Cal cracks her knuckles with an extended stretch. “We’ll do it your way, then. Knowing how much you love improv, I assume you want to make this mistake tonight?”
“As soon as we can change.” I tug at the blanket that’s been steadily slipping off my shoulders.
“What’ll you tell Jolie?”
I shoot a guilty glance back at my aunt’s bedroom, JOY rolling through my fingers. “Nothing. She’ll… she’ll understand.”
Cal doesn’t question it, because Jolie will understand. She’s too pragmatic not to. I still almost feel sick as I tear my eyes away, thinking only of how my father must have said the same thing all the times that he left me. Before the guilt can stop me, I pull up a projector screen and scroll to the bottom of my contacts, firing up a call. Cal squeezes my hand and heads back to the bedroom, already tying her hair into its usual tail. Fuzzy audio kicks on a moment later.
“Sorry to call so late,” I say into my JOY. “I need a favor.”
Yuki’s voice crackles back in a tired chuckle. “Ghost, has anyone ever let you know that you have an exceedingly enviable brevity of etiquette?”
“…No?”
“It’s captivating, I assure you. But continue. The favor?”
“Where are you?”
“Your hustler wrangled me into one of the poker tables down at the Seven Heavens. I swear his bad luck is infectious; seems I’ve caught a case of it myself.”
“Nabuna is there? Put him on the line.”
“We’re already on speaker. Nabuna, goodman, you only have two cards.
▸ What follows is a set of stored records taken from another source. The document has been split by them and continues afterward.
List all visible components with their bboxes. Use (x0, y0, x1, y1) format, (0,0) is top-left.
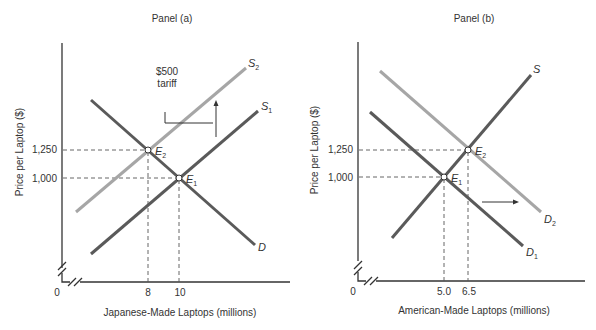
panel-a-label-e1: E1 (186, 173, 197, 187)
panel-a-guides (63, 150, 179, 282)
panel-a-curve-s1 (91, 111, 258, 254)
panel-a-x-tick-8: 8 (145, 287, 151, 298)
panel-a-label-d: D (258, 241, 266, 253)
panel-a-label-e2: E2 (155, 145, 166, 159)
panel-a-y-tick-1250: 1,250 (32, 144, 57, 155)
panel-a-point-e1 (176, 175, 182, 181)
panel-b: Panel (b) 0 5.0 6.5 1,250 1,000 American… (309, 13, 585, 316)
panel-b-label-e2: E2 (475, 145, 486, 159)
panel-b-label-d1: D1 (526, 246, 538, 260)
panel-a-label-s2: S2 (248, 57, 259, 71)
panel-a-x-tick-10: 10 (174, 287, 186, 298)
panel-a-tariff-label-1: $500 (156, 66, 179, 77)
panel-b-x-label: American-Made Laptops (millions) (398, 305, 550, 316)
panel-b-label-e1: E1 (451, 172, 462, 186)
panel-b-x-tick-6-5: 6.5 (462, 286, 476, 297)
panel-a-origin: 0 (54, 287, 60, 298)
panel-b-y-label: Price per Laptop ($) (309, 106, 320, 194)
panel-b-point-e1 (441, 174, 447, 180)
panel-b-title: Panel (b) (454, 13, 495, 24)
panel-a-curve-d (91, 100, 255, 245)
panel-a-tariff-label-2: tariff (157, 78, 176, 89)
panel-a-title: Panel (a) (152, 13, 193, 24)
panel-a-x-label: Japanese-Made Laptops (millions) (104, 307, 257, 318)
panel-b-y-tick-1000: 1,000 (328, 172, 353, 183)
panel-b-label-s: S (533, 63, 541, 75)
panel-b-point-e2 (465, 147, 471, 153)
panel-a-curve-s2 (76, 68, 246, 212)
chart-canvas: Panel (a) 0 8 10 1,250 1,000 Japanese-Ma… (0, 0, 596, 330)
panel-a: Panel (a) 0 8 10 1,250 1,000 Japanese-Ma… (14, 13, 290, 318)
panel-a-label-s1: S1 (261, 100, 272, 114)
panel-a-point-e2 (145, 147, 151, 153)
panel-b-x-tick-5: 5.0 (437, 286, 451, 297)
panel-a-y-tick-1000: 1,000 (32, 173, 57, 184)
panel-a-y-label: Price per Laptop ($) (14, 108, 25, 196)
panel-b-label-d2: D2 (544, 213, 556, 227)
panel-b-y-tick-1250: 1,250 (328, 144, 353, 155)
panel-b-origin: 0 (350, 286, 356, 297)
Quit pretending to read them and say something.”
“Go back to bed, chica.”
“Are you drunk?”
“He is,” both of them say simultaneously. “Not enough, I assure you,” Yuki adds.
“Then sober up and get over here. I need Jolie’s escape plan moved to tonight, and I need you two to see it through for me. Make sure she gets out of the city safely.” Someone curses on the other side of the call. Chairs scrape in a hurry. Shuffling interference takes over. I glance up as Cal comes back with skinsuits and our jackets, my prosthetic tucked beneath her arm. A tattered white scarf winds around her neck.
“Where will you be?” Yuki asks.
“Cal and I have another fight to finish.”
“Very well. It’s a little late to be entrusting me with the safety of the most powerful- and wanted- woman in the Section. But for a friend?” I can almost hear Yuki checking his clock. “Well, it isn’t midnight yet. And I do owe you a proper birthday gift.”